The night set aside for a display of learning arrives, and the school hall is lavishly decorated. Everyone in the town is present. The little folk recite their pieces with great difficulty, pleased only to get it over. The highlight of the night is the reading of original compositions by some of the older girls. Each theme is extremely melancholy, filled with cliches and trite pronouncements. The winner is “A Vision,” a dreadfully gushy, melancholy piece with no originality.
Now is the time for revenge. The schoolmaster, who has been nipping from his bottle of private reserve liquor, is a little unsteady on his feet, and as he tries to draw a map of the United States, the audience begins to twitter. From above him in the attic, a cat is being slowly lowered through a trapdoor directly above his head. As soon as the cat can reach it, the cat snags the schoolmaster’s toupee, revealing his bald head, which had been gilded gold by the sign painter’s son and which shone like a star.
Analysis
This delightful chapter, filled with irony, sarcasm, and satire, has little or nothing to do with Tom Sawyer except that Tom was probably among those who were punished.
With the girls’ essays–filled with melancholy–Twain pokes fun at the tender sentimentality of the average person and the popular literature of the day. He is satirizing the average person’s preference for cheap, morbid writing that has no literary value. Instead of this melodramatic claptrap, Twain would prefer a simple straightforward essay.
This chapter also presents a realistic picture of the typical country school and a delightful episode about the students’ revenge on the schoolteacher, which involves the cat, Mr. Dobbins’ wig, and finally his bald head painted gold by the sign painter’s boy. This scene serves as another example, like the Sunday school scene in Chapter 19, of Twain’s satirizing authority figures.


## EXERCISE
Return the listing exactly. Keep no pictures.

## DATA PROVIDED
====
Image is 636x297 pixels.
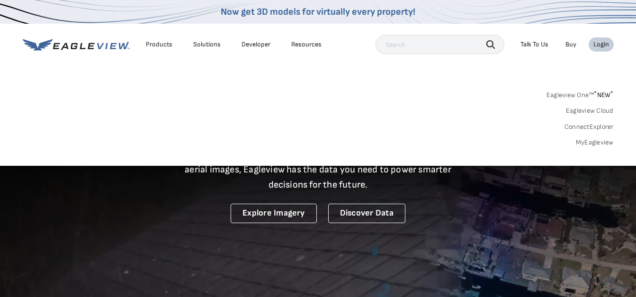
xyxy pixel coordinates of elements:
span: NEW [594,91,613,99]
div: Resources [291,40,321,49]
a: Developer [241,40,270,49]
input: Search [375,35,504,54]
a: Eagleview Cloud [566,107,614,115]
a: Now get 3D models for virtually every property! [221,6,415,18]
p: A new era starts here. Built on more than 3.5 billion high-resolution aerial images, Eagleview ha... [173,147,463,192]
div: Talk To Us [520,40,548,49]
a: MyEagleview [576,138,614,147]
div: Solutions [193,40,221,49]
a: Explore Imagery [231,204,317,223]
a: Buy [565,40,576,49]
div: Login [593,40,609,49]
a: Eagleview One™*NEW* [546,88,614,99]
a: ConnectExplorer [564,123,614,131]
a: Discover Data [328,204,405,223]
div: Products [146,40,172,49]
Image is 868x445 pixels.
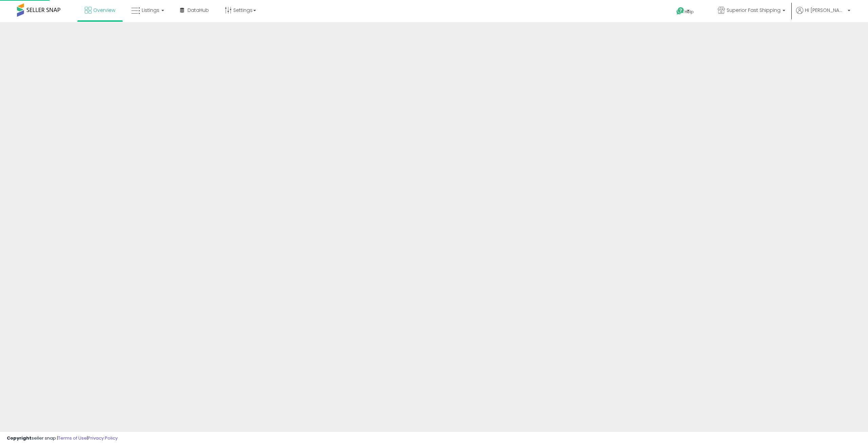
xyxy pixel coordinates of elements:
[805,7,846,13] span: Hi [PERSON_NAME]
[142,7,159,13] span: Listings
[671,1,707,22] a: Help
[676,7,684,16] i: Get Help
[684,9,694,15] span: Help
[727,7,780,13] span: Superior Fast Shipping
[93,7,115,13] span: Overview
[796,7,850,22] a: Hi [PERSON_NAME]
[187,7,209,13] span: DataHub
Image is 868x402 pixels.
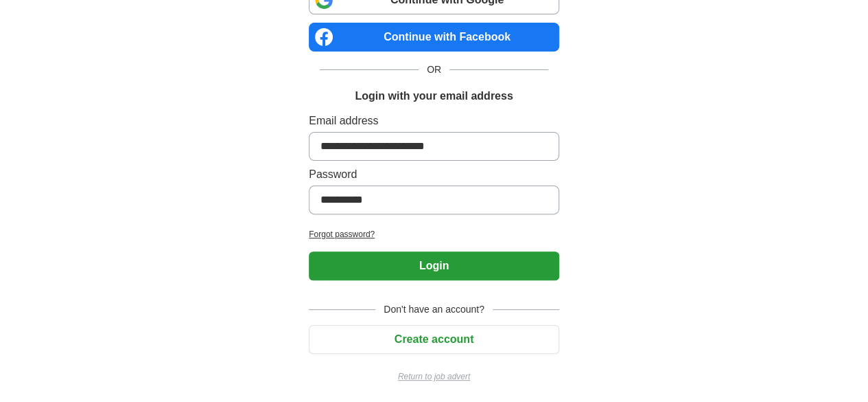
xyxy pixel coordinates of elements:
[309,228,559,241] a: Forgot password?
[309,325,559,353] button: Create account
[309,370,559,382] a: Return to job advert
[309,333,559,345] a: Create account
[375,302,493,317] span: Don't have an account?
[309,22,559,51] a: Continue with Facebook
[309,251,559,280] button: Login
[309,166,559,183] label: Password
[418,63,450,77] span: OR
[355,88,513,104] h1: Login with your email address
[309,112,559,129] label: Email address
====
## OUTPUT FOR THIS EXERCISE
Image is 636x297 pixels.
xyxy pixel coordinates of elements:
span: NEW [594,91,613,99]
div: Resources [291,40,321,49]
a: Developer [241,40,270,49]
input: Search [375,35,504,54]
a: Eagleview Cloud [566,107,614,115]
a: Now get 3D models for virtually every property! [221,6,415,18]
p: A new era starts here. Built on more than 3.5 billion high-resolution aerial images, Eagleview ha... [173,147,463,192]
div: Talk To Us [520,40,548,49]
a: MyEagleview [576,138,614,147]
div: Solutions [193,40,221,49]
a: Explore Imagery [231,204,317,223]
a: Buy [565,40,576,49]
div: Login [593,40,609,49]
a: Eagleview One™*NEW* [546,88,614,99]
a: ConnectExplorer [564,123,614,131]
a: Discover Data [328,204,405,223]
div: Products [146,40,172,49]
Image is 868x445 pixels.
xyxy pixel coordinates of elements:
[805,7,846,13] span: Hi [PERSON_NAME]
[142,7,159,13] span: Listings
[671,1,707,22] a: Help
[676,7,684,16] i: Get Help
[684,9,694,15] span: Help
[727,7,780,13] span: Superior Fast Shipping
[93,7,115,13] span: Overview
[796,7,850,22] a: Hi [PERSON_NAME]
[187,7,209,13] span: DataHub
Image is 868x402 pixels.
xyxy pixel coordinates of elements:
[309,228,559,241] a: Forgot password?
[309,325,559,353] button: Create account
[309,370,559,382] a: Return to job advert
[309,333,559,345] a: Create account
[375,302,493,317] span: Don't have an account?
[309,22,559,51] a: Continue with Facebook
[309,251,559,280] button: Login
[309,166,559,183] label: Password
[418,63,450,77] span: OR
[355,88,513,104] h1: Login with your email address
[309,112,559,129] label: Email address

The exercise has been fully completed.